Companies are intrigued by AI’s promise to introduce new efficiencies into business processes, but questions about costs, return on investment, employee experience and expectations, and change management remain important concerns.
To address its customers’ concerns, IBM is taking a “Client Zero” approach, having introduced AI directly into more than 70 of its business areas to solve real-world problems, and through this effort, suggesting use cases that customer companies can utilize based on IBM’s own experience, said Lee Ji-eun, IBM Korea’s CTO, when introducing IBM’s differentiated “agentic AI” strategy at a press conference held at the IFC office in Yeouido, Seoul.
The bottom line? “We have achieved a productivity improvement of $3.5 billion over the past two years by applying AI to more than 70 business areas,” CTO Lee Ji-eun explained.
According to Lee Ji-eun, IBM is utilizing AI-based digital agents in areas such as human resources, finance, sales, and IT. In IBM’s human resources function, its AskHR agent has been used to automate 94% of simple tasks such as vacation requests and pay statements. In IT, AskIT has reduced the number of calls and chats for the IT support team by 70%, she said.
Furthermore, IBM has integrated AI agents in each area into a single platform. Defining an ecosystem that links AI agents, assistants, and business applications in each area into a single integrated environment as “agentic AI,” CTO Lee Ji-eun explained that AI agents that perform tasks autonomously can focus on their own areas of expertise while being organically connected to each other like a network to efficiently execute complex work processes. This integrated approach enables IBM to manage work across various departments and functions from a single interface.
Kim Ji-kwan, executive director of client engineering, who took part in the demo, introduced Watsonx Orchestrate as a core platform for agentic AI development. According to Executive Director Kim Ji-kwan, Watsonx Orchestrate integrates multiple business applications and AI agents into a single interface to intelligently analyze user requests and connect them to the appropriate path.
“It goes beyond question-and-answering and flexibly expands to include specific task execution, knowledge base search, and human intervention, processing tasks that previously took minutes or hours in seconds or minutes,” he said.
In addition to providing an integrated platform, CTO Lee Ji-eun said IBM’s AI strategy emphasizes openness, cost efficiency, hybrid technology, and expertise as key differentiating factors.
In terms of openness, IBM provides an environment where companies can flexibly utilize open source and various partner technologies so that they are not locked into specific technologies, she said, explaining that this approach also helps reduce costs by providing language models optimized for the scale of work.
The company’s hybrid approach affords additional flexibility, enabling organizations to run AI workloads in various environments, from public cloud to on-premises. In terms of expertise, CTO Lee Ji-eun said the platform supports corporate strategy formulation by incorporating industry-specific AI.
“At the core of corporate AI adoption is a platform that can comprehensively manage these elements. In addition to data connection capabilities, the platform also includes various insights such as prompts and governance, so I believe that this can reduce risks,” she said. “We will continue to utilize the ‘client zero’ approach that IBM is pioneering, and support companies to utilize diverse and safe agentic AI solutions with an open platform.”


What is needed. Keeping every word the same, give again only the lines from the one with "This screenshot has width=803, height=1006." through the end of the data, both included, and leave every picture out.
──────────────────────────────
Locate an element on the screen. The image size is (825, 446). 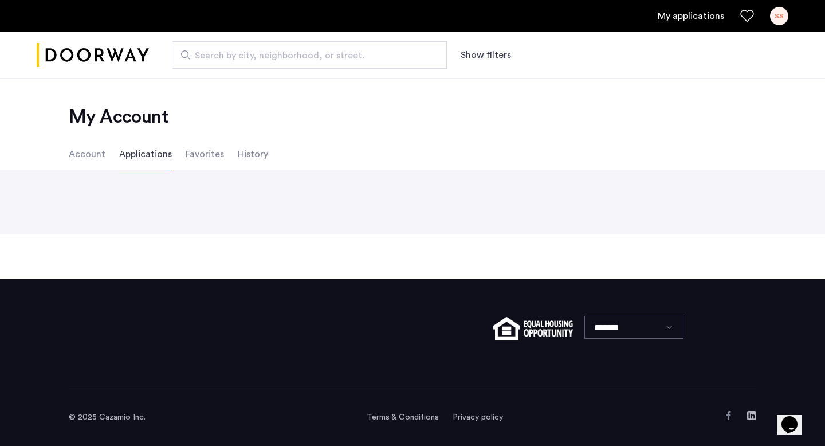
span: © 2025 Cazamio Inc. is located at coordinates (107, 417).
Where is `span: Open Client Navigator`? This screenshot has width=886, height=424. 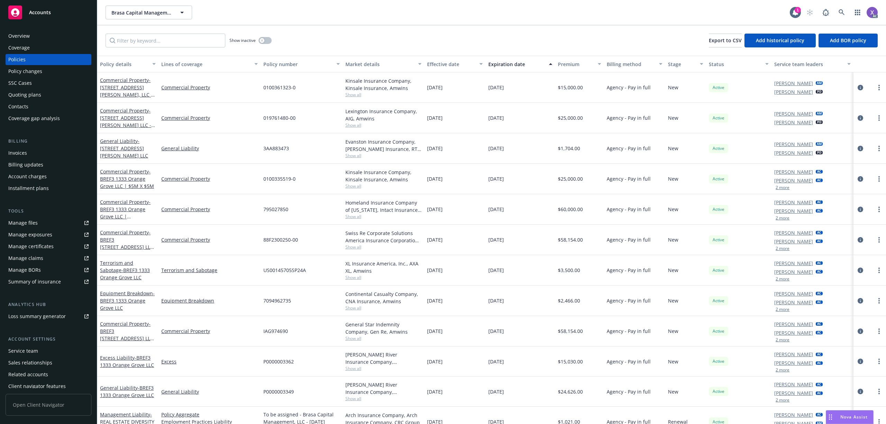 span: Open Client Navigator is located at coordinates (48, 404).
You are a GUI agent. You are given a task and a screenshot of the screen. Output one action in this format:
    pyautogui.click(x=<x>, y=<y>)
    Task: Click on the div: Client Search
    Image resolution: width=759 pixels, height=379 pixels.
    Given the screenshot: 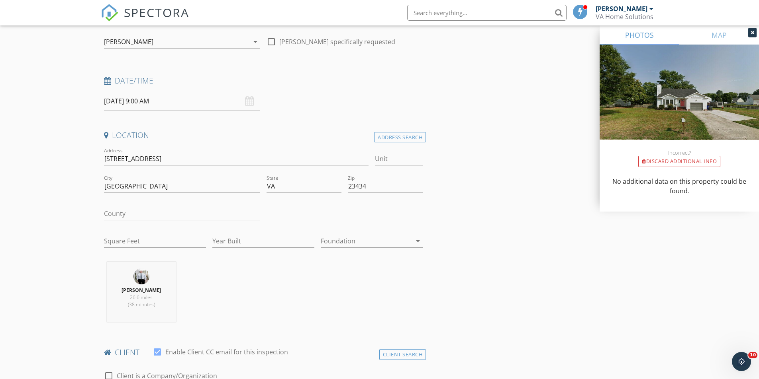 What is the action you would take?
    pyautogui.click(x=403, y=355)
    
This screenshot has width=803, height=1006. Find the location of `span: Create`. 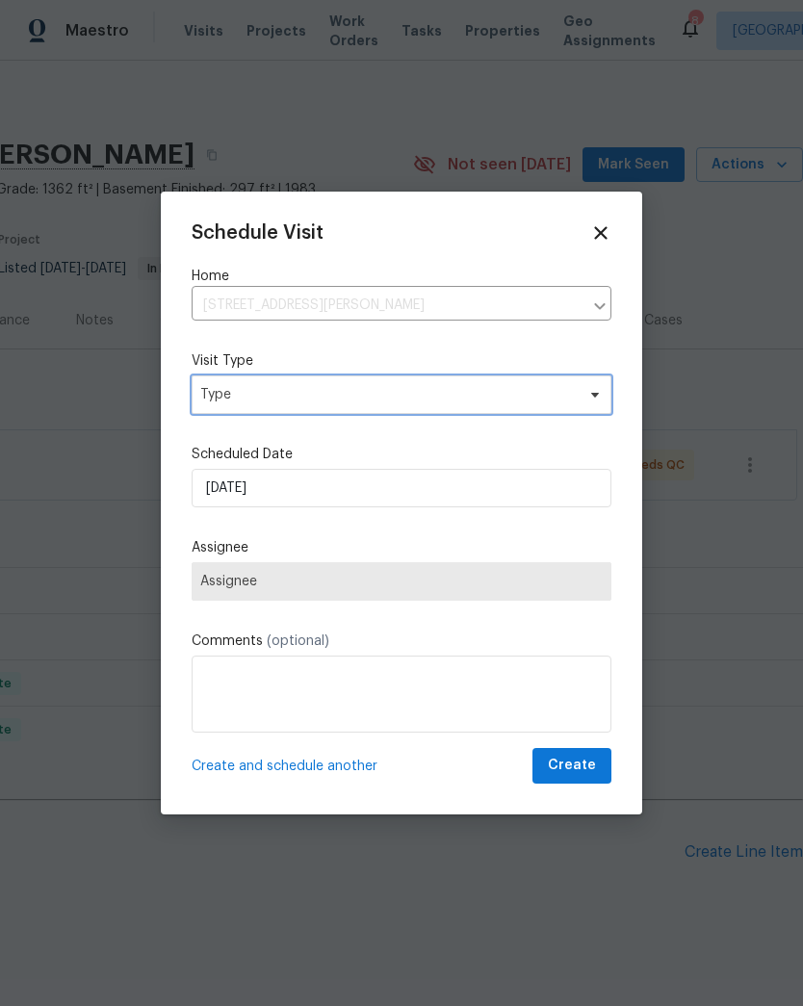

span: Create is located at coordinates (572, 765).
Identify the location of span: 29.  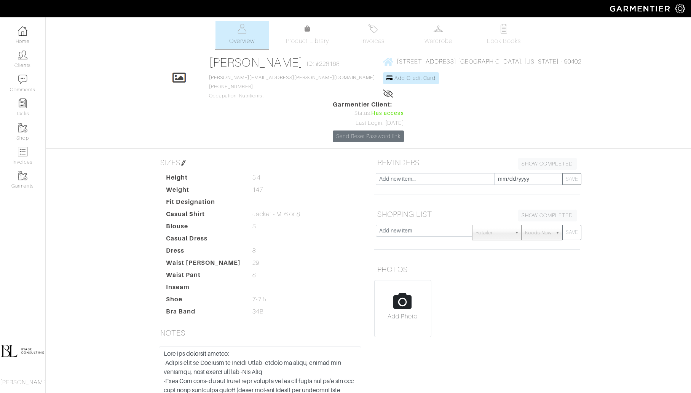
(256, 263).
──────────────────────────────
Solution to this exercise.
This screenshot has width=803, height=1006. Find the location of `span: Create`. 

span: Create is located at coordinates (572, 765).
Identify the location of span: 29.  
(256, 263).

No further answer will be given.